Oh Townshend! could'st thou linger where scarce a ripple play'd
Across the lily's glossystem, or beneath the willow's shade,
And did that mighty chorus allure thy bark in vain,
The laughter of the dancing waves and music of the main?
The breeze may tell his story of soft and still delight,
As whisp'ring through the woodbine bower he fans the cheek of night,
But louder, blither, sings the wind, his carol wild and free,
When the harvest moon sails forth in pride above her subject sea.

385

I love to thread the little paths, the rushy banks between,
Where Tern, in dewy silence, creeps through the meadow green;
I love to mark the speckl'd trout beneath the sunbeam lie,
And skimming past, on filmy wing, the danger-courting fly.
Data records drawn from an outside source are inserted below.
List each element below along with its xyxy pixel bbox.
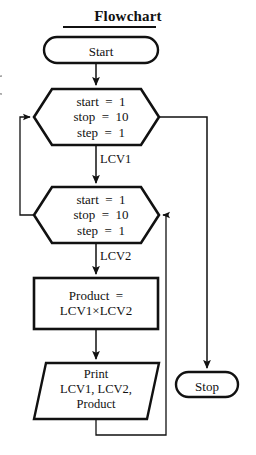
edge-label-lcv1: LCV1: [100, 152, 164, 167]
loop-outer-hexagon-label: start = 1 stop = 10 step = 1: [43, 94, 159, 140]
loop-inner-hexagon-label: start = 1 stop = 10 step = 1: [43, 192, 159, 238]
page-edge-artifact: [0, 76, 2, 94]
connector-loop-inner-back-to-loop-outer: [20, 117, 34, 215]
stop-terminator-label: Stop: [175, 379, 239, 394]
flowchart-figure: Flowchart Start start = 1 stop = 10 step…: [0, 0, 256, 455]
edge-label-lcv2: LCV2: [100, 249, 164, 264]
product-process-label: Product = LCV1×LCV2: [36, 288, 156, 319]
print-io-label: Print LCV1, LCV2, Product: [36, 367, 156, 411]
page-title: Flowchart: [0, 8, 256, 26]
start-terminator-label: Start: [43, 44, 159, 59]
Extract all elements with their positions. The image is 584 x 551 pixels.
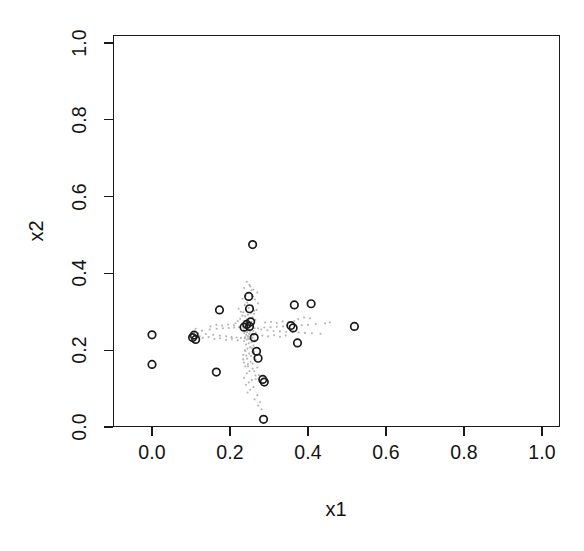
data-point <box>209 325 211 327</box>
data-layer <box>113 35 560 427</box>
data-point <box>252 337 254 339</box>
data-point <box>243 361 245 363</box>
data-point <box>242 311 244 313</box>
data-point <box>246 331 248 333</box>
data-point <box>301 324 303 326</box>
data-point <box>257 327 259 329</box>
data-point <box>225 339 227 341</box>
data-point <box>205 333 207 335</box>
data-point <box>285 335 287 337</box>
x-tick-0.2 <box>229 427 230 436</box>
data-point <box>247 391 249 393</box>
data-point <box>239 318 241 320</box>
data-point <box>231 338 233 340</box>
data-point <box>237 320 239 322</box>
data-point <box>248 333 250 335</box>
data-point <box>216 306 224 314</box>
data-point <box>213 368 221 376</box>
data-point <box>282 320 284 322</box>
data-point <box>250 355 252 357</box>
y-tick-1.0 <box>104 42 113 43</box>
data-point <box>241 298 243 300</box>
x-tick-0.0 <box>151 427 152 436</box>
y-tick-label-0.2: 0.2 <box>68 336 91 364</box>
data-point <box>264 322 266 324</box>
y-tick-label-0.4: 0.4 <box>68 260 91 288</box>
data-point <box>208 336 210 338</box>
data-point <box>254 374 256 376</box>
data-point <box>248 370 250 372</box>
data-point <box>247 348 249 350</box>
y-tick-label-1.0: 1.0 <box>68 29 91 57</box>
data-point <box>315 323 317 325</box>
y-tick-label-0.6: 0.6 <box>68 183 91 211</box>
data-point <box>249 389 251 391</box>
data-point <box>201 330 203 332</box>
data-point <box>319 333 321 335</box>
data-point <box>256 394 258 396</box>
data-point <box>246 302 248 304</box>
data-point <box>261 408 263 410</box>
data-point <box>236 336 238 338</box>
y-tick-0.0 <box>104 426 113 427</box>
data-point <box>260 328 262 330</box>
data-point <box>248 342 250 344</box>
x-tick-0.6 <box>385 427 386 436</box>
y-tick-label-0.0: 0.0 <box>68 413 91 441</box>
data-point <box>307 324 309 326</box>
data-point <box>246 305 254 313</box>
y-tick-0.8 <box>104 119 113 120</box>
data-point <box>260 416 268 424</box>
data-point <box>248 353 250 355</box>
y-tick-label-0.8: 0.8 <box>68 106 91 134</box>
data-point <box>247 314 249 316</box>
data-point <box>219 337 221 339</box>
data-point <box>254 398 256 400</box>
data-point <box>248 381 250 383</box>
data-point <box>246 358 248 360</box>
data-point <box>270 326 272 328</box>
data-point <box>267 335 269 337</box>
data-point <box>244 337 246 339</box>
data-point <box>233 326 235 328</box>
data-point <box>244 365 246 367</box>
data-point <box>252 345 254 347</box>
data-point <box>255 378 257 380</box>
x-tick-label-0.2: 0.2 <box>216 441 244 464</box>
data-point <box>285 331 287 333</box>
data-point <box>222 327 224 329</box>
data-point <box>252 368 254 370</box>
data-point <box>228 327 230 329</box>
data-point <box>279 330 281 332</box>
data-point <box>324 322 326 324</box>
data-point <box>249 331 251 333</box>
data-point <box>209 328 211 330</box>
data-point <box>293 320 295 322</box>
data-point <box>282 325 284 327</box>
data-point <box>294 339 302 347</box>
data-point <box>244 315 246 317</box>
data-point <box>256 366 258 368</box>
data-point <box>297 318 299 320</box>
data-points-svg <box>113 35 560 427</box>
data-point <box>261 335 263 337</box>
data-point <box>148 331 156 339</box>
data-point <box>243 377 245 379</box>
data-point <box>247 335 249 337</box>
data-point <box>227 323 229 325</box>
data-point <box>233 324 235 326</box>
data-point <box>216 328 218 330</box>
data-point <box>307 300 315 308</box>
x-tick-1.0 <box>541 427 542 436</box>
data-point <box>291 301 299 309</box>
data-point <box>249 285 251 287</box>
y-tick-0.6 <box>104 196 113 197</box>
data-point <box>148 361 156 369</box>
data-point <box>250 361 252 363</box>
data-point <box>254 298 256 300</box>
data-point <box>259 401 261 403</box>
data-point <box>249 241 257 249</box>
data-point <box>251 379 253 381</box>
data-point <box>240 311 242 313</box>
data-point <box>245 384 247 386</box>
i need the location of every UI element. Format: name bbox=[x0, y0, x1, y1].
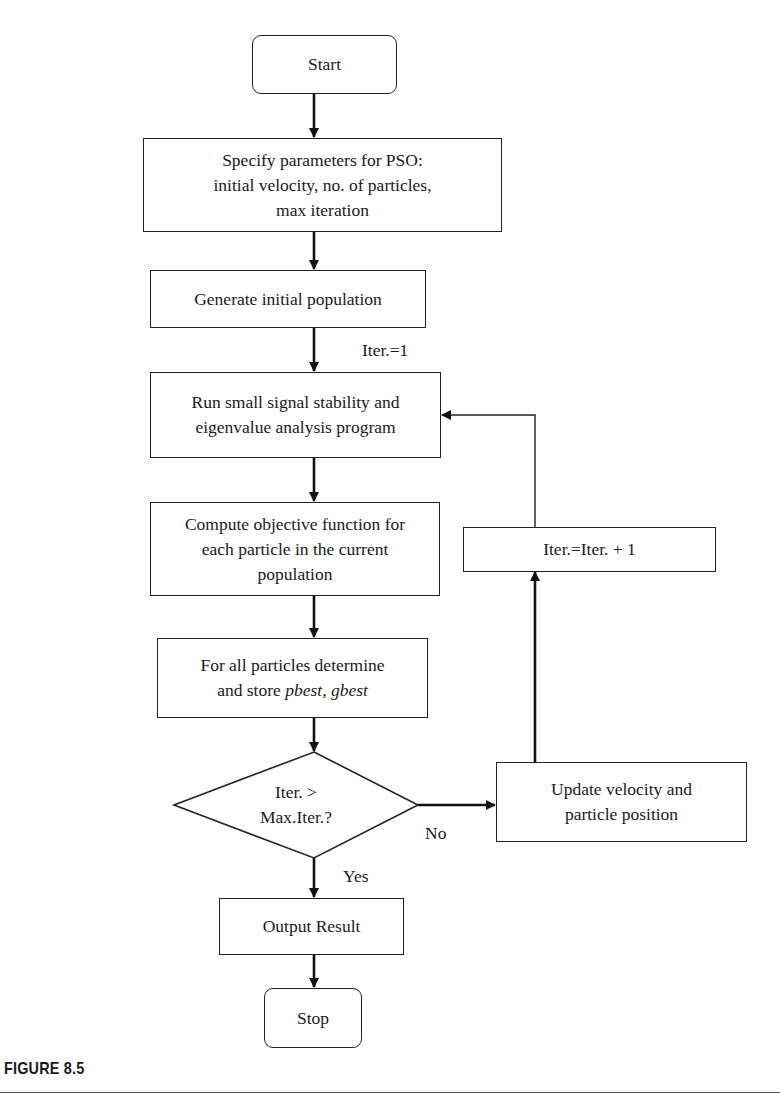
run-analysis-box: Run small signal stability and eigenvalu… bbox=[150, 372, 441, 458]
run-line-2: eigenvalue analysis program bbox=[191, 415, 399, 440]
output-result-box: Output Result bbox=[219, 898, 404, 955]
start-terminal: Start bbox=[252, 35, 397, 94]
caption-rule bbox=[0, 1092, 780, 1093]
iter-init-label: Iter.=1 bbox=[362, 340, 408, 360]
specify-line-2: initial velocity, no. of particles, bbox=[213, 173, 431, 198]
run-line-1: Run small signal stability and bbox=[191, 390, 399, 415]
determine-line-1: For all particles determine bbox=[200, 653, 384, 678]
determine-prefix: and store bbox=[217, 680, 285, 700]
increment-iter-box: Iter.=Iter. + 1 bbox=[463, 527, 716, 572]
pbest-term: pbest, bbox=[285, 680, 326, 700]
arrow-increment-run bbox=[442, 415, 535, 527]
specify-line-1: Specify parameters for PSO: bbox=[213, 148, 431, 173]
compute-objective-box: Compute objective function for each part… bbox=[150, 502, 440, 596]
decision-line-2: Max.Iter.? bbox=[260, 805, 332, 830]
generate-label: Generate initial population bbox=[194, 287, 382, 312]
compute-line-3: population bbox=[185, 562, 405, 587]
update-line-2: particle position bbox=[551, 802, 692, 827]
no-label: No bbox=[425, 823, 446, 843]
decision-label: Iter. > Max.Iter.? bbox=[174, 752, 418, 858]
increment-label: Iter.=Iter. + 1 bbox=[543, 537, 636, 562]
start-label: Start bbox=[308, 52, 341, 77]
update-line-1: Update velocity and bbox=[551, 777, 692, 802]
update-velocity-box: Update velocity and particle position bbox=[496, 762, 747, 842]
specify-line-3: max iteration bbox=[213, 198, 431, 223]
yes-label: Yes bbox=[343, 866, 368, 886]
compute-line-2: each particle in the current bbox=[185, 537, 405, 562]
stop-terminal: Stop bbox=[264, 988, 362, 1048]
output-label: Output Result bbox=[263, 914, 361, 939]
determine-best-box: For all particles determine and store pb… bbox=[157, 638, 428, 718]
generate-population-box: Generate initial population bbox=[150, 270, 426, 328]
gbest-term: gbest bbox=[327, 680, 368, 700]
compute-line-1: Compute objective function for bbox=[185, 512, 405, 537]
determine-line-2: and store pbest, gbest bbox=[200, 678, 384, 703]
specify-parameters-box: Specify parameters for PSO: initial velo… bbox=[143, 138, 502, 232]
stop-label: Stop bbox=[297, 1006, 329, 1031]
decision-line-1: Iter. > bbox=[275, 780, 317, 805]
figure-caption: FIGURE 8.5 bbox=[4, 1059, 84, 1079]
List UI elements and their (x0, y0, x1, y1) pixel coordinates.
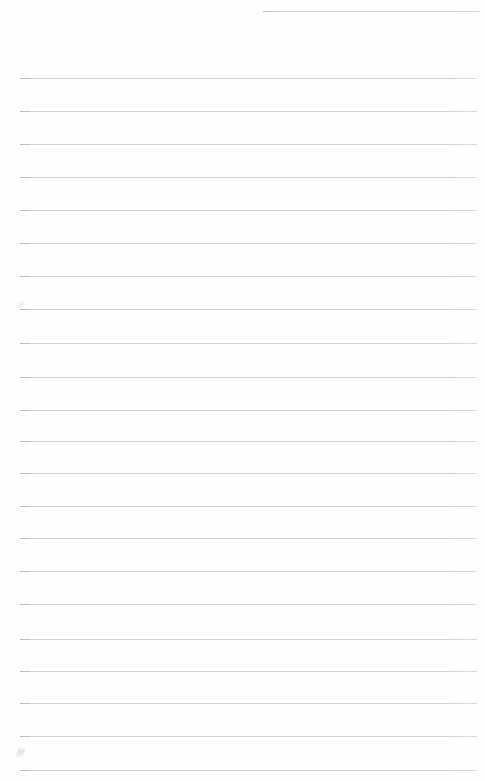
ruled-line (20, 736, 477, 737)
ruled-line (20, 343, 477, 344)
paper-surface (0, 0, 485, 781)
ruled-line (20, 538, 477, 539)
ruled-line (20, 78, 477, 79)
ruled-line (20, 473, 477, 474)
ruled-line (20, 377, 477, 378)
ruled-line (20, 276, 477, 277)
ruled-line (20, 410, 477, 411)
ruled-line (263, 11, 480, 12)
ruled-line (20, 144, 477, 145)
ruled-line (20, 639, 477, 640)
ruled-line (20, 243, 477, 244)
ruled-line (20, 177, 477, 178)
ruled-line (20, 571, 477, 572)
ruled-line (20, 671, 477, 672)
ruled-line (20, 703, 477, 704)
ruled-line (20, 770, 477, 771)
ruled-line (20, 604, 477, 605)
ruled-line (20, 441, 477, 442)
ruled-line (20, 309, 477, 310)
ruled-line (20, 210, 477, 211)
ruled-line (20, 111, 477, 112)
ruled-line (20, 506, 477, 507)
scanned-page (0, 0, 485, 781)
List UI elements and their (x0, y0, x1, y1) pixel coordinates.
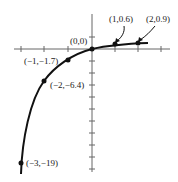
label-pm3: (−3,−19) (26, 158, 58, 168)
label-pm2: (−2,−6.4) (50, 80, 84, 90)
label-p2: (2,0.9) (146, 14, 170, 24)
label-p1: (1,0.6) (109, 14, 133, 24)
point-neg3 (19, 161, 24, 166)
arrow-2-0.9 (140, 26, 155, 40)
arrow-1-0.6 (117, 26, 124, 41)
label-p0: (0,0) (70, 36, 87, 46)
label-pm1: (−1,−1.7) (24, 56, 58, 66)
y-axis (89, 14, 95, 172)
point-0-0 (90, 47, 95, 52)
annotation-arrows (117, 26, 155, 41)
point-neg2 (42, 79, 47, 84)
chart-canvas: (0,0) (1,0.6) (2,0.9) (−1,−1.7) (−2,−6.4… (0, 0, 178, 182)
point-neg1 (66, 58, 71, 63)
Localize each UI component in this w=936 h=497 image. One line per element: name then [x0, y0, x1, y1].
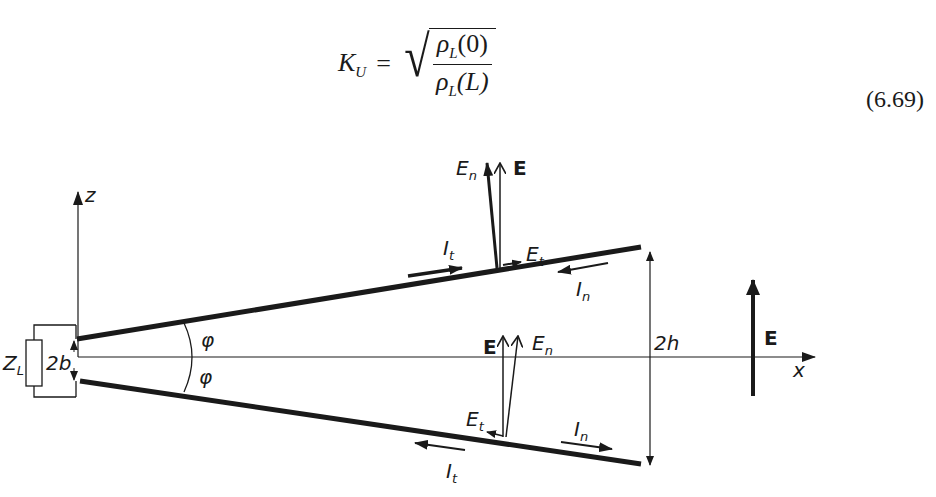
lower-Et-arrow — [487, 432, 503, 436]
lower-Et-label: Et — [466, 407, 485, 434]
lower-E-label: E — [483, 335, 497, 359]
angle-upper-label: φ — [201, 328, 214, 352]
upper-En-arrow — [487, 163, 497, 268]
load-impedance-label: ZL — [2, 351, 24, 378]
upper-plate — [77, 247, 641, 339]
upper-In-arrow — [558, 263, 608, 272]
upper-It-label: It — [443, 236, 455, 263]
upper-E-label: E — [513, 156, 527, 180]
biconical-line-diagram: x z ZL 2b φ φ 2h E En E Et It In — [0, 0, 936, 497]
load-resistor-icon — [26, 340, 42, 386]
lower-It-arrow — [415, 443, 465, 450]
lower-En-arrow — [506, 336, 518, 437]
height-label: 2h — [654, 331, 679, 355]
upper-It-arrow — [408, 268, 462, 276]
x-axis-label: x — [792, 358, 805, 382]
incident-field-label: E — [764, 326, 778, 350]
lower-En-label: En — [532, 331, 553, 358]
lower-It-label: It — [446, 459, 458, 486]
upper-En-label: En — [456, 156, 477, 183]
z-axis-label: z — [84, 183, 96, 207]
angle-lower-label: φ — [199, 365, 212, 389]
upper-In-label: In — [576, 277, 590, 304]
gap-label: 2b — [46, 351, 71, 375]
lower-plate — [80, 381, 641, 464]
upper-Et-label: Et — [526, 242, 545, 269]
lower-In-label: In — [574, 417, 588, 444]
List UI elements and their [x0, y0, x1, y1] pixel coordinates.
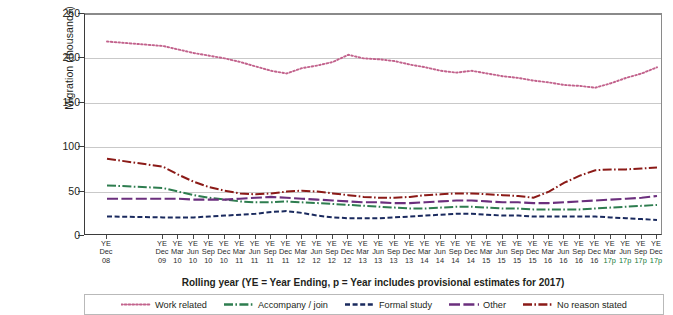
legend-label: No reason stated: [557, 300, 627, 310]
y-axis-tick-label: 200: [48, 52, 80, 62]
legend-item[interactable]: Other: [449, 300, 506, 310]
y-axis-tick-mark: [78, 191, 84, 192]
y-axis-tick-mark: [78, 13, 84, 14]
legend-item[interactable]: Work related: [121, 300, 207, 310]
series-line: [107, 211, 657, 220]
series-line: [107, 159, 657, 198]
y-axis-tick-label: 100: [48, 141, 80, 151]
legend-label: Accompany / join: [258, 300, 328, 310]
x-axis-tick-label: YEDec17p: [643, 240, 669, 265]
y-axis-tick-mark: [78, 146, 84, 147]
y-axis-tick-label: 150: [48, 97, 80, 107]
legend-label: Formal study: [379, 300, 432, 310]
y-axis-tick-label: 0: [48, 230, 80, 240]
x-axis-tick-labels: YEDec08YEDec09YEMar10YEJun10YESep10YEDec…: [84, 240, 662, 274]
y-axis-tick-label: 250: [48, 8, 80, 18]
series-line: [107, 42, 657, 88]
y-axis-tick-labels: 050100150200250: [44, 0, 80, 250]
legend-item[interactable]: Formal study: [345, 300, 432, 310]
legend-label: Work related: [155, 300, 207, 310]
chart-legend: Work relatedAccompany / joinFormal study…: [84, 294, 664, 315]
series-lines: [85, 14, 663, 236]
y-axis-tick-mark: [78, 235, 84, 236]
legend-label: Other: [483, 300, 506, 310]
legend-swatch-icon: [523, 300, 553, 309]
legend-swatch-icon: [121, 300, 151, 309]
legend-item[interactable]: Accompany / join: [224, 300, 328, 310]
legend-item[interactable]: No reason stated: [523, 300, 627, 310]
plot-area: [84, 13, 662, 235]
y-axis-tick-label: 50: [48, 186, 80, 196]
y-axis-tick-mark: [78, 57, 84, 58]
legend-swatch-icon: [345, 300, 375, 309]
legend-swatch-icon: [224, 300, 254, 309]
x-axis-tick-label: YEDec08: [93, 240, 119, 265]
y-axis-tick-mark: [78, 102, 84, 103]
chart-figure: Migration (thousands) 050100150200250 YE…: [0, 0, 673, 315]
legend-swatch-icon: [449, 300, 479, 309]
x-axis-title: Rolling year (YE = Year Ending, p = Year…: [84, 277, 662, 288]
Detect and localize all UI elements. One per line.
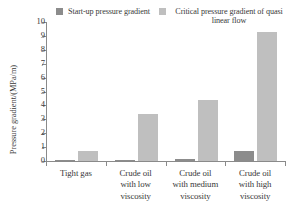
bar [55, 160, 75, 161]
x-axis-tick-mark [285, 162, 286, 166]
x-axis-category-label-line: Crude oil [166, 168, 226, 179]
bar [138, 114, 158, 161]
x-axis-category-label-line: viscosity [106, 191, 166, 202]
y-axis-tick-label: 3 [41, 113, 45, 124]
bar-chart-figure: Start-up pressure gradient Critical pres… [0, 0, 295, 216]
y-axis-tick-label: 0 [41, 155, 45, 166]
y-axis-tick-label: 9 [41, 30, 45, 41]
x-axis-category-label-line: with low [106, 179, 166, 190]
y-axis-tick-label: 6 [41, 72, 45, 83]
y-axis-tick-label: 1 [41, 141, 45, 152]
bar-group [167, 22, 227, 161]
x-axis-category-label-line: with high [225, 179, 285, 190]
x-axis-category-label: Crude oilwith highviscosity [225, 168, 285, 202]
bar [198, 100, 218, 161]
y-axis-title: Pressure gradient/(MPa/m) [9, 40, 18, 179]
y-axis-tick-label: 5 [41, 86, 45, 97]
bar [234, 151, 254, 161]
legend-swatch-critical-pressure-gradient [159, 8, 166, 15]
bar [257, 32, 277, 161]
x-axis-tick-mark [46, 162, 47, 166]
x-axis-tick-mark [225, 162, 226, 166]
legend-entry-startup-pressure-gradient: Start-up pressure gradient [56, 7, 152, 16]
x-axis-category-label-line: with medium [166, 179, 226, 190]
bar-group [226, 22, 286, 161]
bar-series-container [47, 22, 286, 161]
plot-area: 012345678910 [46, 22, 286, 162]
x-axis-category-label: Crude oilwith lowviscosity [106, 168, 166, 202]
x-axis-category-label-line: viscosity [166, 191, 226, 202]
y-axis-tick-label: 10 [36, 16, 45, 27]
legend-label-startup-pressure-gradient: Start-up pressure gradient [66, 7, 152, 16]
bar [115, 160, 135, 161]
bar [78, 151, 98, 161]
y-axis-tick-label: 7 [41, 58, 45, 69]
legend-swatch-startup-pressure-gradient [56, 8, 63, 15]
x-axis-category-label-line: Tight gas [46, 168, 106, 179]
y-axis-tick-label: 8 [41, 44, 45, 55]
x-axis-tick-mark [106, 162, 107, 166]
bar-group [47, 22, 107, 161]
y-axis-tick-label: 2 [41, 127, 45, 138]
x-axis: Tight gasCrude oilwith lowviscosityCrude… [46, 162, 285, 216]
x-axis-category-label-line: Crude oil [225, 168, 285, 179]
bar-group [107, 22, 167, 161]
x-axis-category-label-line: Crude oil [106, 168, 166, 179]
bar [175, 159, 195, 161]
y-axis-tick-label: 4 [41, 99, 45, 110]
x-axis-tick-mark [166, 162, 167, 166]
x-axis-category-label: Tight gas [46, 168, 106, 179]
x-axis-category-label: Crude oilwith mediumviscosity [166, 168, 226, 202]
x-axis-category-label-line: viscosity [225, 191, 285, 202]
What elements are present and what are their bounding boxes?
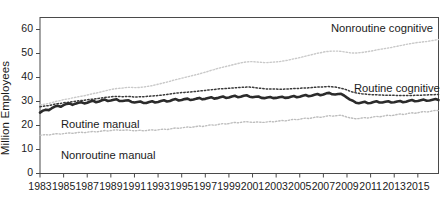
series-label-nonroutine-cognitive: Nonroutine cognitive [331,22,433,34]
series-label-routine-manual: Routine manual [61,118,139,130]
y-axis-tick-label: 0 [0,166,33,178]
employment-trend-chart: Million Employees 0102030405060198319851… [0,0,446,215]
y-axis-tick-label: 50 [0,46,33,58]
y-axis-tick-label: 60 [0,22,33,34]
y-axis-tick-label: 20 [0,118,33,130]
series-label-nonroutine-manual: Nonroutine manual [61,149,156,161]
series-label-routine-cognitive: Routine cognitive [354,82,440,94]
x-axis-tick-label: 2015 [401,180,435,192]
y-axis-tick-label: 40 [0,70,33,82]
y-axis-tick-label: 30 [0,94,33,106]
y-axis-tick-label: 10 [0,142,33,154]
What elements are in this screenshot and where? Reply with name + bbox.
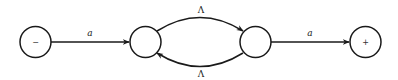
state-start: − bbox=[20, 27, 51, 58]
state-q1 bbox=[130, 27, 161, 58]
edge-q2-q1 bbox=[157, 53, 243, 67]
state-circle bbox=[130, 27, 161, 58]
state-circle bbox=[240, 27, 271, 58]
final-sign: + bbox=[362, 38, 369, 47]
state-final: + bbox=[350, 27, 381, 58]
edge-label-q0-q1: a bbox=[87, 28, 92, 38]
edge-label-q2-q3: a bbox=[307, 28, 312, 38]
edge-label-q1-q2: Λ bbox=[197, 5, 205, 15]
edge-label-q2-q1: Λ bbox=[197, 69, 205, 79]
state-q2 bbox=[240, 27, 271, 58]
automaton-diagram: a Λ Λ a − + bbox=[0, 0, 398, 80]
edge-q1-q2 bbox=[157, 18, 243, 32]
start-sign: − bbox=[32, 38, 39, 47]
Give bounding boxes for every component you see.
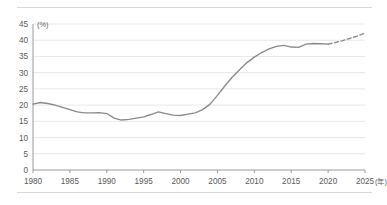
y-tick-label: 10 — [19, 134, 29, 143]
x-tick-label: 2010 — [245, 177, 264, 186]
y-tick-label: 40 — [19, 36, 29, 45]
y-tick-label: 0 — [23, 166, 28, 175]
x-tick-label: 1980 — [24, 177, 43, 186]
chart-figure: 051015202530354045 198019851990199520002… — [0, 0, 387, 205]
x-tick-label: 2005 — [208, 177, 227, 186]
x-tick-label: 2000 — [171, 177, 190, 186]
y-tick-label: 5 — [23, 150, 28, 159]
x-tick-label: 1990 — [98, 177, 117, 186]
y-tick-label: 35 — [19, 52, 29, 61]
y-tick-label: 15 — [19, 117, 29, 126]
series-line-forecast — [328, 33, 365, 44]
x-axis-tick-labels: 1980198519901995200020052010201520202025 — [24, 177, 375, 186]
series-line-actual — [33, 43, 328, 120]
x-tick-label: 2020 — [319, 177, 338, 186]
y-axis-unit-label: (%) — [37, 20, 49, 29]
y-tick-label: 45 — [19, 20, 29, 29]
y-tick-label: 30 — [19, 69, 29, 78]
plot-area: 051015202530354045 198019851990199520002… — [0, 0, 387, 205]
x-tick-label: 2025 — [356, 177, 375, 186]
y-axis-tick-labels: 051015202530354045 — [19, 20, 29, 175]
x-tick-label: 2015 — [282, 177, 301, 186]
y-tick-label: 25 — [19, 85, 29, 94]
x-tick-label: 1985 — [61, 177, 80, 186]
axis-lines — [33, 24, 365, 170]
data-series-group — [33, 33, 365, 120]
y-tick-label: 20 — [19, 101, 29, 110]
x-tick-label: 1995 — [135, 177, 154, 186]
line-chart: 051015202530354045 198019851990199520002… — [0, 0, 387, 205]
x-axis-unit-label: (年) — [375, 177, 387, 186]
I praise the darker shadows where, o'er the runnel lone,
The regal oak or swarthy pine their giant arms have thrown,
Or, from his couch of heather, where Skiddaw bends to view
The furrows of his rifted brow in Derwent's mirror blue.
But not that narrow stillness has equal charms for me,
With thy ten-thousand voices thou broad exulting sea,
Thy shining sands, thy rugged shores, thy breakers rolling bright,
And all thy dim horizon speck'd with sails of moving light.
Oft on thy wonders may I gaze, oft on thy waters ride,
Oft with no timid arm essay thy dark transparent tide,
Oft may thy sound be in my dreams, far inland though I be,
For health and hope are in thy song, thou deep fullvoiced sea!